As the East Coast digs out from its latest snow dump, Californians can only look on enviously. Here, the snowpack in the Sierra Nevada Mountains, the state’s great water-supply source, stands at a scary 13 percent of normal. California suffered its driest year on record in 2013, but what’s yet to come is even more terrifying. Federal forecasters predict that the drought will continue or intensify through at least April—by which time, the “rainy” season will be over.
The Golden State should probably be panicking more than it is. Reservoir levels are falling, but only a few cities, including Sacramento and the Sonoma County town of Healdsburg, have mandated water-use reductions. Both have instituted cuts on the order of 20 percent for every household. Governor Jerry Brown has asked everyone to make voluntary cuts, but as drought-stricken Midland, Texas, learned a few years ago, voluntary never quite does it. (An only-in-California water-saving tip I’ve seen: go around in the buff, to save on the need to wash clothes.)
The problem is a huge atmospheric ridge of high-pressure that’s been hovering off the coast for an unprecedented 13 months. Storms can’t break through, so they go around and over it. The really worrying part, as the Christian Science Monitor explained this week, is that the longer the ridge hangs around, the sturdier it gets. Nobody knows when it will disband. (And no, we also don’t yet know if all this is linked to climate change, but California will doubtless be glad to trumpet a connection.)
“This could potentially be the driest water year in 500 years,” says B. Lynn Ingram, a University of California at Berkeley paleoclimatologist.
Assuming the drought continues, it’s going to have huge and complex effects. Among them:
* Farmers are going to fallow land or pump lots of groundwater, depleting the aquifers for future years. (And water-stealing illegal pot-growers may get pursued more vigorously.) * Some towns may run out out of water; the small community of Willits in Mendocino, has only a 100-day supply left. * Summer wildfires were bad last year (remember the huge Yosemite blaze?)—but with the state even crisper, things may now get worse. * Some rivers will go dry. (Fish always seem to have the last dibs on water in times of drought.) * Air pollution will continue to be a problem. The unusually hot, stagnant air has made it the worst pollution season ever in the San Joaquin Valley. It’s triggered purple alert days in Bakersfield, worse than the usual red—and that’s may continue for awhile. Bay Area winter pollution is also nearing a record.

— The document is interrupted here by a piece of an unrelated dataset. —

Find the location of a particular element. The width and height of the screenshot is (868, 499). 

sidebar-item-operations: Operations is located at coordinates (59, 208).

Then there’s politics. Water was already bound to be a big topic this year in California, what with the state’s $25 billion proposal to fix the Delta, the confluence of two rivers where much Sierra Nevada water flows through. It’s an incredible sum—far more than, say, the $2 billion in extra spending that Texas agonized over last year. But voters may be more open after a few dry years.
It bears emphasizing that the drought is not solely a California problem. It’s a long-term Western problem and a big one. Some Oregon towns also recorded their driest year on record in 2013. If you look at a drought map, you’ll see that rainfall is below average for a huge swathe of the West. The New York Times ran a depressing piece recently on the shrinking of the Colorado River, a key source of water for California and other Western states.
Another state worth watching in the context of drought is Texas. That state had its lowest rainfall (and its second-hottest weather) in recorded history in 2011. The rains have returned to much of the state, but some reservoir levels are still worryingly low. The lakes that supply Austin, for instance, are just 38 percent full, far below normal for this time of year. Unless big storms hit, summer evaporation and lawn-watering is going to push things back into the critical mode. West Texas is in worse shape, with its big remaining reservoir less than 14 percent full.
At some point, what with population growth and climate change, the western United States will face a water reckoning. That time may be now.